Publisher's Synopsis
Excerpt from Ceremonies Attendant Upon the Unveiling of a Bronze Bust and Granite Monument of Rev. John Rankin
This monument, chaste in design, and this bust, faithful in por traiture, modelled by the skillful hands of Mrs. Ella Copp, his grand daughter, is not needed to fix remembrance of the one who underlies it, in the minds and hearts of family and friends. That has been done long enough ago, and so indelibly have the virtues of the deceased been imprinted thereon that the blotting of them out is past a peradventure; but a new generation has arisen since the departure of the Rev. John Rankin from the sphere of his usefulness, and to them his name and works are simply history. It is too true, that in the progress of this busy world and amid the jostling of events, there is danger the pioneer may be forgotten: that the lessons of his life, active though they may be in principle, and as effective for good, may be attributed to others, and the justly earned reputation of a life full of good works, be obscur ed by failure to place his name, delineate his features. And mark hishallowed dust in such way that they may remain an object lesson and a reminder to youth. For such purpose a monument has been erect ed and I have been requested, upon this, the day of its dedication, to pronounce a brief sketch of the life of the one it is designed to com memorate; to touch upon a few points of his long career in hope it may render them familiar to those who had known him not in life. It is a grateful duty, and my only regret is I may not be able to present them in such able words as his many virtues warrant. In preparing this paper I have drawn largely from data furnished me by Capt. R. C. Rankin, known to you all as a gallant soldier and a good citizen.
The rev. John rankin was born in Jefferson County, East Ten hessee upon the fourth of February, 1793. His ancestry was good. He came of that sturdy scotch-irish Presbyterian stock, that for long has been noted for their sterling qualities of mind and heart. A people ever tenacious of their rights and bold in their defense of them above all lovers of human liberty - invincible in controversy and un daunted in action, capable, energetic and reliable. A people who adopted the scripture as the rule and guide of their daily walk in life and rarely deviated from the precepts taught therein. Their firmness occasionally reaching obstinacy, but never oppression. A stock, too, that transmits its characteristics from generation to generation, so much so that the qualities of the forefathers are plainly discernable in the latest generation. It was such conditions as these that gave Mr. Rankin his force of character and strength of mind.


• _What this task involves_:
Every line in the records below that holds the word "right" is to be copied.

------------------------------------------------

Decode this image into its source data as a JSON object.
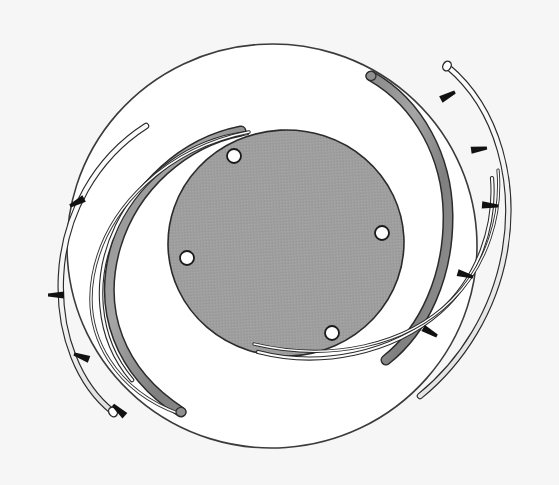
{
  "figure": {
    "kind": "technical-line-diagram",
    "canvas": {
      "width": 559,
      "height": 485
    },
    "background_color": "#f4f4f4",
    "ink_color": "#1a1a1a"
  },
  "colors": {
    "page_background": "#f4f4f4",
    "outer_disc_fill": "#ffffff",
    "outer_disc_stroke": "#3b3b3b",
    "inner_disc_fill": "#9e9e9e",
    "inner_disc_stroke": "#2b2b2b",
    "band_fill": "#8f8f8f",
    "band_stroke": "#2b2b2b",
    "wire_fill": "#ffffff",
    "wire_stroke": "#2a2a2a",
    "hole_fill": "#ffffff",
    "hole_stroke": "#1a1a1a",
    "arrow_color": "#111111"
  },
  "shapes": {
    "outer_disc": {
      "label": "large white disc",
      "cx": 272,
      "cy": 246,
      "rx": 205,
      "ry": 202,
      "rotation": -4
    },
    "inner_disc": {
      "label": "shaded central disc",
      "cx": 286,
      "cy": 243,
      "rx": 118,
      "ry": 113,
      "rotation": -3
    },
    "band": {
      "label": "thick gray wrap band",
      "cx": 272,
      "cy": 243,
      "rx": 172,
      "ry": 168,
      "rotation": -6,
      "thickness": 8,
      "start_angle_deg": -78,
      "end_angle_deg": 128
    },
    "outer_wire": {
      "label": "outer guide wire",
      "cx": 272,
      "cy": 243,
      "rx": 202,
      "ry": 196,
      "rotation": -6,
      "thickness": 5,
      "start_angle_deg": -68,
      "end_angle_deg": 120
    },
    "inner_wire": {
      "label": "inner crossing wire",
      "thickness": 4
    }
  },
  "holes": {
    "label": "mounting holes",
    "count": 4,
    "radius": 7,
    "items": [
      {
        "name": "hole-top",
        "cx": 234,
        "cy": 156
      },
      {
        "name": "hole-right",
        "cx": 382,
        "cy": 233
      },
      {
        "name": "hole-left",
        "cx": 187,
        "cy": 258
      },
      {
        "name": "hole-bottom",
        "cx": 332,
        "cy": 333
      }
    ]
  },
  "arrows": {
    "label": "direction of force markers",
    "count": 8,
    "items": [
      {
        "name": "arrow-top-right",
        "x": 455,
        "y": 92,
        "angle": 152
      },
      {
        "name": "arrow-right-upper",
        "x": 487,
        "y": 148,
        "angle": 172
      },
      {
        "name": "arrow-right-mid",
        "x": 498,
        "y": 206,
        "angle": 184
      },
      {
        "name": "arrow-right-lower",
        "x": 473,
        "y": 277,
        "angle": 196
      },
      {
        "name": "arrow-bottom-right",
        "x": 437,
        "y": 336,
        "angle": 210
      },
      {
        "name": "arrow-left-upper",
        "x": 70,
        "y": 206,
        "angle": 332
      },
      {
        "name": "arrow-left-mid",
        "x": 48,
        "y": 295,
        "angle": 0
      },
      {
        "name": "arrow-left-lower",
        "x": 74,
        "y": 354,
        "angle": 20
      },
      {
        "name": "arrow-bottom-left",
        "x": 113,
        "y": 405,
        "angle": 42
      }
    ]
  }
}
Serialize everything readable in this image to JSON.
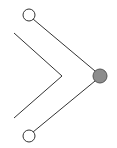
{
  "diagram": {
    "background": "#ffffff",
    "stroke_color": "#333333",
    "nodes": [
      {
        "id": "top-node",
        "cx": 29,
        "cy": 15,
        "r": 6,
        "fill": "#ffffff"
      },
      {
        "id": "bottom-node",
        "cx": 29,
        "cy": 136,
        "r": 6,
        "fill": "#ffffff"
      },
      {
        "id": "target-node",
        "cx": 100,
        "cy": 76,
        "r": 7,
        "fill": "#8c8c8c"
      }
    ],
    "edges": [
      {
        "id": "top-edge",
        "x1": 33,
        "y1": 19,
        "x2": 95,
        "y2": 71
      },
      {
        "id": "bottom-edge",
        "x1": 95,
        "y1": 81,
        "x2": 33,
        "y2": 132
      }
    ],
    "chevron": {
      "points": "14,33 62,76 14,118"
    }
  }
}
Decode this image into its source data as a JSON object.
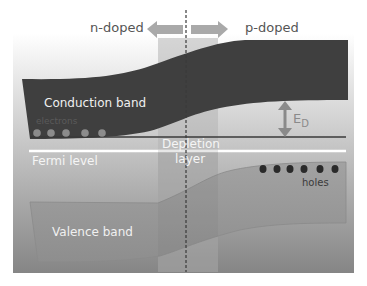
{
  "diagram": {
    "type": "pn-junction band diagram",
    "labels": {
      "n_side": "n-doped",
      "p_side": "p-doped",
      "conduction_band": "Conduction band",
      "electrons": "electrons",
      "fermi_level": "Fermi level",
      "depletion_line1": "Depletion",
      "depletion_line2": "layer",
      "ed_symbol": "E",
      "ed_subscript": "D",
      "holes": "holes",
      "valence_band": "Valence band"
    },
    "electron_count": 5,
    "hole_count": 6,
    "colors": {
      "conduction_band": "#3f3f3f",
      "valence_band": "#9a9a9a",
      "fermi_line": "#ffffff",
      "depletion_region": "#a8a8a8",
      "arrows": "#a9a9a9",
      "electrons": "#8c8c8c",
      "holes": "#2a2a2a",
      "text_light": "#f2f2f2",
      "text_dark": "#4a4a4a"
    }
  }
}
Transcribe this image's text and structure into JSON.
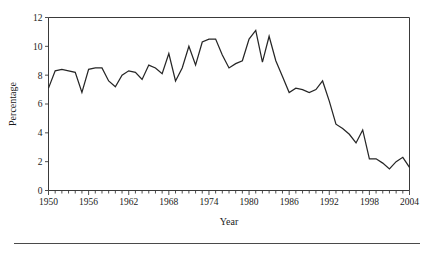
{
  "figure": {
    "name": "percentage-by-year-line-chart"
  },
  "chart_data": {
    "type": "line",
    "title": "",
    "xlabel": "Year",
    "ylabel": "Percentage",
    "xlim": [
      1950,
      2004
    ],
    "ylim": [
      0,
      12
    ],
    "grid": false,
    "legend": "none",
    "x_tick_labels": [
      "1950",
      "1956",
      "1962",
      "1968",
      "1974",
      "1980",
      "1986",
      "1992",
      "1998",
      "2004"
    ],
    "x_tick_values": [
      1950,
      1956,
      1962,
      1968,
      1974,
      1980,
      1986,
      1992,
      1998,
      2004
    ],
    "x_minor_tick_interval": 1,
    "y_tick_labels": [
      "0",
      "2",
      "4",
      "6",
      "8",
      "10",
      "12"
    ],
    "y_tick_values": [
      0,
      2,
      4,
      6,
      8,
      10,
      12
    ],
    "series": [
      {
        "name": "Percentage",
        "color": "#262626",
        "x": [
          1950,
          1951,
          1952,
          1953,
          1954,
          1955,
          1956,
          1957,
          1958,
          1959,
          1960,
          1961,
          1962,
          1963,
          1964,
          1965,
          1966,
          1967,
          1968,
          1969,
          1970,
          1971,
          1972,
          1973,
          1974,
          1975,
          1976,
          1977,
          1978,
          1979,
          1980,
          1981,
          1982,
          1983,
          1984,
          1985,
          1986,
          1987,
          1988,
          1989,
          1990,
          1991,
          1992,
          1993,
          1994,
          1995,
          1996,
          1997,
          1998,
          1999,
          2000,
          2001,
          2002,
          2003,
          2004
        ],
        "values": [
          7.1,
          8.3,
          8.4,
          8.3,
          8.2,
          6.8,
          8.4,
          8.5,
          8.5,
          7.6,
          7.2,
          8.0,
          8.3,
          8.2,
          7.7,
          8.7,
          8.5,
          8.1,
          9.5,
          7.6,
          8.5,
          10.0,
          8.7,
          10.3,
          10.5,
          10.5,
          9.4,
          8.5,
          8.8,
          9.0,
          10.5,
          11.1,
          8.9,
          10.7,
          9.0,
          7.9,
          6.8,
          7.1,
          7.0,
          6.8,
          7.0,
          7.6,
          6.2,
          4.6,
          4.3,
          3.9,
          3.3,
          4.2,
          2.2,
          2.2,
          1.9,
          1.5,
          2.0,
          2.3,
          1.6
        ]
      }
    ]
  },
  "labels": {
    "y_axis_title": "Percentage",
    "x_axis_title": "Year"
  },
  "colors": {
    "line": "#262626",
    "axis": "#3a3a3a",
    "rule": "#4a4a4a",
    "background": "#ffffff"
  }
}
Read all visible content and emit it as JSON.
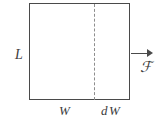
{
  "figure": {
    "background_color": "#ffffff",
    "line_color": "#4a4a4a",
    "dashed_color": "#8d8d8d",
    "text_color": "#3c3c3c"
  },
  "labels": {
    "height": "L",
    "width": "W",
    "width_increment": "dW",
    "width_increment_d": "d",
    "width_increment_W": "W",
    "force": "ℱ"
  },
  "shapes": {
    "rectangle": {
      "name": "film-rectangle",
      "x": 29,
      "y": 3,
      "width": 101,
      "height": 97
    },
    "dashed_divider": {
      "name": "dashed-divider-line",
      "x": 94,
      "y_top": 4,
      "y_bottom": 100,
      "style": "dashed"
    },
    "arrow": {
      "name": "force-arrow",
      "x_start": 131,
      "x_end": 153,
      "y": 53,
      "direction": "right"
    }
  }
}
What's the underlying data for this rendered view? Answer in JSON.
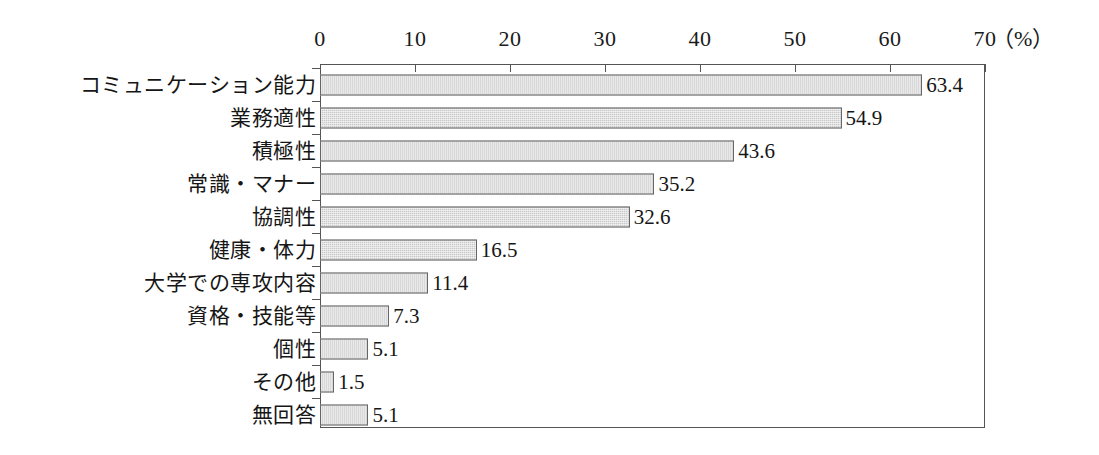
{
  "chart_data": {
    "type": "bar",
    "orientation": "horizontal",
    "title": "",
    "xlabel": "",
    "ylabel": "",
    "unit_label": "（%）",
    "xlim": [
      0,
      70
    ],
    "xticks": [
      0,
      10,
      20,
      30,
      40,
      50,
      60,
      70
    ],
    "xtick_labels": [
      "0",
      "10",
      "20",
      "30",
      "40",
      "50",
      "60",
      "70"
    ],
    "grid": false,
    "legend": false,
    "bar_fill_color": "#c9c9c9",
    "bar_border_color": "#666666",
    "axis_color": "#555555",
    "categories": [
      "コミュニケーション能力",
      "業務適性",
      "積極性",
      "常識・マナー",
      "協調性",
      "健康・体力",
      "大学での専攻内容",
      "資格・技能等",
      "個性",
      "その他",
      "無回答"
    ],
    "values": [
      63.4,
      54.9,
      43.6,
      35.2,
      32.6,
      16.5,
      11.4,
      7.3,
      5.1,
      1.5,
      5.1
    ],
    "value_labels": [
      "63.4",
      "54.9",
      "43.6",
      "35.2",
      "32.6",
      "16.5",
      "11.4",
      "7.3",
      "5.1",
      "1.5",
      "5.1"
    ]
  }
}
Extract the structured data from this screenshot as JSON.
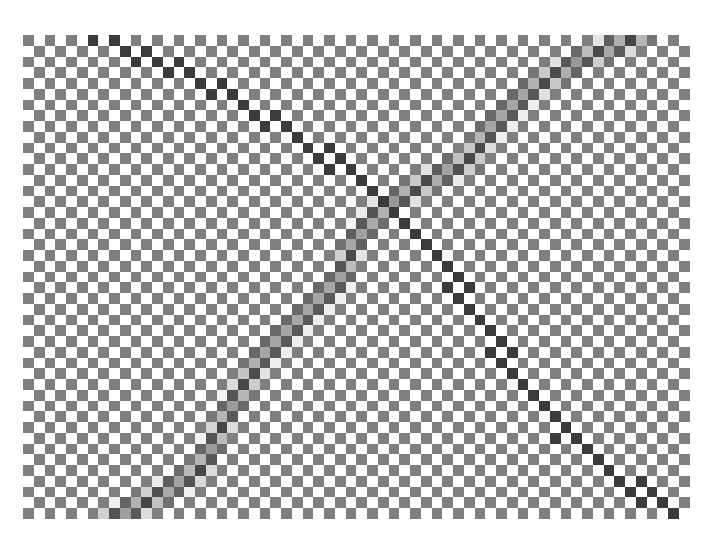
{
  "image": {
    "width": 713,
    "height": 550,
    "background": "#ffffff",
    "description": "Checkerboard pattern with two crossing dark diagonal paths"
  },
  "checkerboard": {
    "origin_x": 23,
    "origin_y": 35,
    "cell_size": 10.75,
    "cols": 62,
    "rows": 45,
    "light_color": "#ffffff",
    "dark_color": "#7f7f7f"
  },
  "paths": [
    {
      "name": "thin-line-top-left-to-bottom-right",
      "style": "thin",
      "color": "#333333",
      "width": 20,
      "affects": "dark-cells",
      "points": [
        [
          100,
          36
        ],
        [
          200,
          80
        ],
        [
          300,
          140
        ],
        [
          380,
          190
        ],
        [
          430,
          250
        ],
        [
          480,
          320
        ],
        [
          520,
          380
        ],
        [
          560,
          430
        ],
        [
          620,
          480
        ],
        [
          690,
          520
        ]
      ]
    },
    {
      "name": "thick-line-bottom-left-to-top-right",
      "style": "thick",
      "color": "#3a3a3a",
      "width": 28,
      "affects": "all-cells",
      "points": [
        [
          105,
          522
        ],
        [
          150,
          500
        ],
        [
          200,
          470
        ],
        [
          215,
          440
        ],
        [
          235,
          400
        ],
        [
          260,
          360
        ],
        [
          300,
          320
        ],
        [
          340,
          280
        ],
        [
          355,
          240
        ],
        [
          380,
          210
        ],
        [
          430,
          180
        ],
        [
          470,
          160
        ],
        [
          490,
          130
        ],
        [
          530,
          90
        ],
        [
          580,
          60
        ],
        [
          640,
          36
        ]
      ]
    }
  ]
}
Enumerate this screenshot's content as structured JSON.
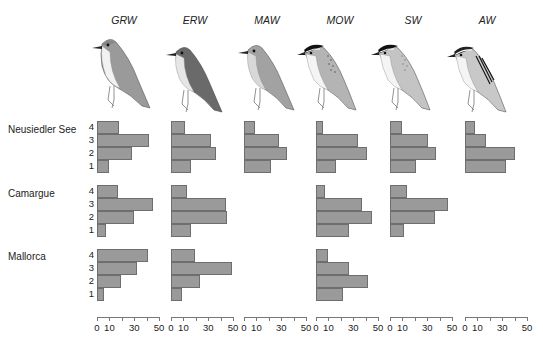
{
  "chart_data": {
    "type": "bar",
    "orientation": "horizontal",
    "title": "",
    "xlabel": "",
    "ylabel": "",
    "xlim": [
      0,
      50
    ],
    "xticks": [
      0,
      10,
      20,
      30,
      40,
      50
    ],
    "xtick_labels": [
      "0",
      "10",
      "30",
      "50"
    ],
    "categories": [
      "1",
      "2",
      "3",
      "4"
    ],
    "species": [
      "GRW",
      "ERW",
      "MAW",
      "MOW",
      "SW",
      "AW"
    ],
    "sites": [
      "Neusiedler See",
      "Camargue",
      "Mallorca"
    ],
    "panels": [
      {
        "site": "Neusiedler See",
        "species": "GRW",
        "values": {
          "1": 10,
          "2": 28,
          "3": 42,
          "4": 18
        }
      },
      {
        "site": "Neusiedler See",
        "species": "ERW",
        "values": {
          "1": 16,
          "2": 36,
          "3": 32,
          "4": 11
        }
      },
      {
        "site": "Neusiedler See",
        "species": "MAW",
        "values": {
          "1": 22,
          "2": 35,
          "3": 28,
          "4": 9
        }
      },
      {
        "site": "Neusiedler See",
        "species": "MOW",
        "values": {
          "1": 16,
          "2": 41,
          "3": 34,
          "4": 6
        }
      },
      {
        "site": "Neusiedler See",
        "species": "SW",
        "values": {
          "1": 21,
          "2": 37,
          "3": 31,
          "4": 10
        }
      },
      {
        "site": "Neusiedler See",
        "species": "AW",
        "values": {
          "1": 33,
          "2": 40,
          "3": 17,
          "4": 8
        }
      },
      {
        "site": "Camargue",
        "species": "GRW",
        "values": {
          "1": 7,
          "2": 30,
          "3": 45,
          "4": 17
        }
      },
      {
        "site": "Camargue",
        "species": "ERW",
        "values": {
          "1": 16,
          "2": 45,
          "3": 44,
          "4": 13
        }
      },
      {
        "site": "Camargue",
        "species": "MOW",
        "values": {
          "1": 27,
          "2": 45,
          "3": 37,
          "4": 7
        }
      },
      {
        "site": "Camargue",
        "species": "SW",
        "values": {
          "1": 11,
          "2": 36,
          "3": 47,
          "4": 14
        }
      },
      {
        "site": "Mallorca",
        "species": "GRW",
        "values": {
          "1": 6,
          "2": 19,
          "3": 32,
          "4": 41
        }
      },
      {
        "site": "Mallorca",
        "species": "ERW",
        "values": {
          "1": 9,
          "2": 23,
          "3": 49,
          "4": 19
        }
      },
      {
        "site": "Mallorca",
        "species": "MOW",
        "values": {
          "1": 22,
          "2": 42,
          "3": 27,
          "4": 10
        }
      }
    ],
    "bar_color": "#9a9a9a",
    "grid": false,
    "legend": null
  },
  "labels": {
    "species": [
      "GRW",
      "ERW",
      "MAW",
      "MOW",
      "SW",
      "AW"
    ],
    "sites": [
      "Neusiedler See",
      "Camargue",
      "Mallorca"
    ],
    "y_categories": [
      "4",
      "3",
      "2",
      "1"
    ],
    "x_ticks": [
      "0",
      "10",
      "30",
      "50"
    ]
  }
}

------------------------------------------------

• _Solution_:
        "name": "hole-right",
        "name": "arrow-top-right",
        "name": "arrow-right-upper",
        "name": "arrow-right-mid",
        "name": "arrow-right-lower",
        "name": "arrow-bottom-right",
      "direction": "right"
      "name": "thin-line-top-left-to-bottom-right",
      "name": "thick-line-bottom-left-to-top-right",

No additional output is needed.